The Latest: Budget office needs more time on health bill
Associated Press Associated Press 2 hours 17 minutes

The Congressional Budget Office says it won't be able to provide crucial projections about the impact of the newest Republican bill aimed at scuttling President Barack Obama's health care law until after the Senate is expected to vote on it.

The nonpartisan office tweeted Monday that it would take "at least several weeks" to estimate the measure's effect on the number of people covered and insurance customers' premiums.

That is crucial information for GOP senators trying to determine how the proposal would affect their states and whether to support the legislation.

Republicans need support from 50 of the 52 GOP senators to prevail.

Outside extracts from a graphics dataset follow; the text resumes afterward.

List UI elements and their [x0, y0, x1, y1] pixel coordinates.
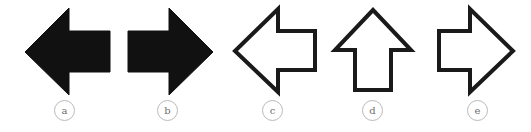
figure-label-e-text: e	[475, 106, 481, 116]
figure-label-b: b	[157, 100, 178, 121]
figure-label-b-text: b	[164, 106, 170, 116]
figure-label-e: e	[467, 100, 488, 121]
arrow-right-outline-icon	[413, 0, 531, 100]
figure-label-c-text: c	[270, 106, 276, 116]
figure-label-d-text: d	[369, 106, 375, 116]
figure-label-d: d	[362, 100, 383, 121]
figure-label-a-text: a	[62, 106, 68, 116]
figure-label-a: a	[54, 100, 75, 121]
figure-label-c: c	[262, 100, 283, 121]
figure-item-e: e	[413, 0, 531, 132]
arrow-figure-panel: a b c d e	[0, 0, 531, 132]
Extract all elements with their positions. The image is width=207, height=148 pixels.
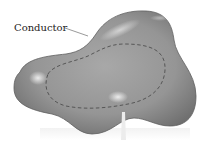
highlight-left <box>29 71 47 85</box>
diagram-canvas: Conductor <box>0 0 207 148</box>
conductor-label: Conductor <box>14 22 67 34</box>
floor-shadow <box>40 128 190 140</box>
highlight-peak <box>150 15 170 21</box>
highlight-center <box>108 91 128 103</box>
leader-line-conductor <box>65 28 88 36</box>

Procedural protections from a Democratic filibuster expire Sept. 30. After that the bill would need 60 votes, which they can't get due to Democratic opposition.

Senate Republicans are planning a final, uphill push to erase President Barack Obama's health care law. But Democrats and their allies are going all-out to stop the drive.

The initial Republican effort crashed in July in the GOP-run Senate. Majority Leader Mitch McConnell said after that defeat that he'd not revisit the issue without the votes to succeed.

South Carolina's Lindsey Graham and Louisiana's Bill Cassidy are leading the new GOP charge.

They'd transform much of Obama's law into block grants and let states decide how to spend the money.

They'll need support from 50 out of 52 GOP senators to succeed.

They only have until Sept. 30. Special procedures expire after that and they'd need 60 votes. That would entail support from Democrats, which they won't get.
https://www.yahoo.com/news/latest-budget-office-needs-more-time-health-bill-195519227--politics.html


again.... give the money to the states.... most of which are broke to begin with....how much gets spent on health care?